Heckroth Industries

Programming

Please don't truncate error messages

This morning I have spent 10 minutes trying to figure out what an error message was referring to. Cryptic error messages are one thing that you get used to dealing with, but this time it was different. The error message made sense but left you thinking that you had to add some more space to something but didn’t say what.

It turns out that the error message was from the underlying Oracle database, but that the software running the SQL against Oracle had truncated the error message. After reading through Oracles logs I discovered the end of the message which detailed which tablespace was in need of expanding. A couple of minutes later the tablespace was extended and it all started working

So if you output error messages from an underlying system, please don’t truncate them.

Jason — 2011-11-28

What language should I learn first

This is a question that I have seen asked on many forums and here is the reply I usually give.

Just pick one and start using it

When first learning to program people these days seem to get wrapped up in learning the “best language”. This makes sense to non programmers because they don’t want to waste their time learning one language to only throw it away and and start again with the best one later.

The problem is though that there isn’t a best language, all programming languages are better than others in some area (with the exception of Java). I wouldn’t consider using assembler for processing web pages or text files but I would use Perl. I wouldn’t use Perl to write a piece of code that needed to run as fast as possible. I wouldn’t write an operating system in BASIC, but I would write one in C. I wouldn’t try to teach a complete beginner with C but I would teach them programming with BASIC or Python or another scripting language.

The key thing to learning a programming language is not what language that you are learning but that you are learning. The time that people waste asking on forums for advice on what language they should learn first would have been much better spent just picking one of the ones they have listed and trying to learn it.
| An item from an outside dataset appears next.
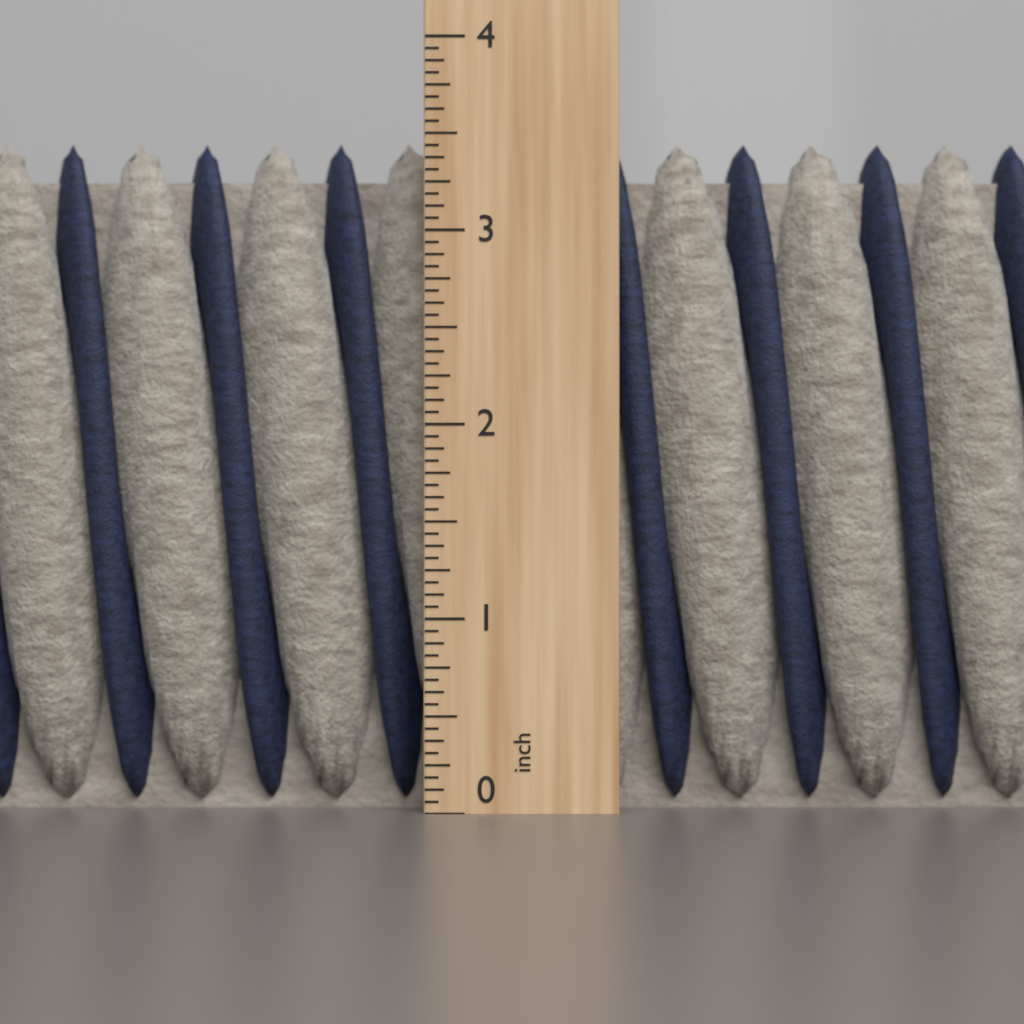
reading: 3.5000 inch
What beginners aren’t told

What a lot of beginners are never told is that there are number of skills that you need to learn to program. The first is logic, without an understanding of boolean logic you won’t be able to do much within a program.

The second is algorithm design, it doesn’t matter what language you are using there will be certain styles of algorithms that you will use, be it sorting items in an array or drawing an animation on the screen. If you get the wrong algorithm to solve the problem then you end up with a program that doesn’t scale, get the right algorithm and your small computer will be capable of dealing with data sets you never imagined when you wrote the code.
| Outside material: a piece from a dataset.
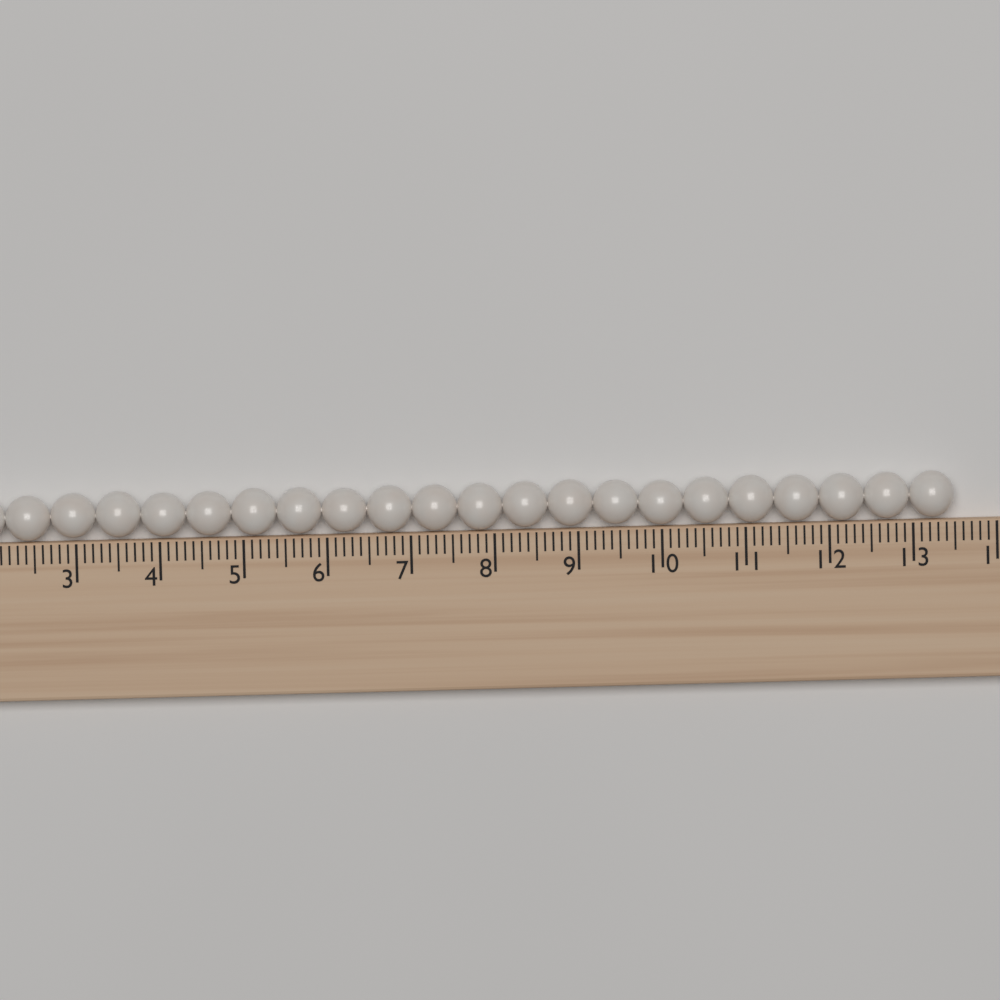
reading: 13.5 (no unit)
So to sum up my suggestion, don’t ask “what language should I learn” just pick a common one and start learning. Concentrate on the algorithms you are learning rather than the language, after all the algorithms you learn will usually be relevant to every other language that you learn in the future.

Jason — 2010-11-24

JavaScript classes

There are so many ways to create a class in JavaScript that I have spent a few days reading up on them to figure out the best way to implement a class. What I wanted was the ability to create a class as one that can easily be reused, not as a single instance of a class like lots of tutorials show.

I also wanted to make it easier to have each class defined in a separate file, at least in the development stage. These files could be concatenated for the production instance of a website if performance is required.

The method that I favour at the minute, as it meets the above requirements, is

function EXAMPLE_CLASS() {
    this.variable = 10;

    function popup() {
        alert(this.variable);
    };

    EXAMPLE_CLASS.prototype.popup = popup;

To create an instance of this class use

var classInstance=new EXAMPLE_CLASS();

Defining classes like this makes it nice and easy to create multiple instances of the same class as well as helping keeping your code nice and clean.

The popup function is defined within the class to keep it out of the global namespace, after all a lot classes will want to share methods with the same name and while it is possible to point a class’s method to any function name it makes it a bit simpler to find the function that relates to a method if it has the same name.

The prototype line in the class definition function means that rather than each class instance having a seperate popup function one function will be created by the JavaScript interpreter and used for every instance of the class. This is generally a good thing to do unless you have a very good reason why each instance of a class should have it’s own functions rather than sharing them.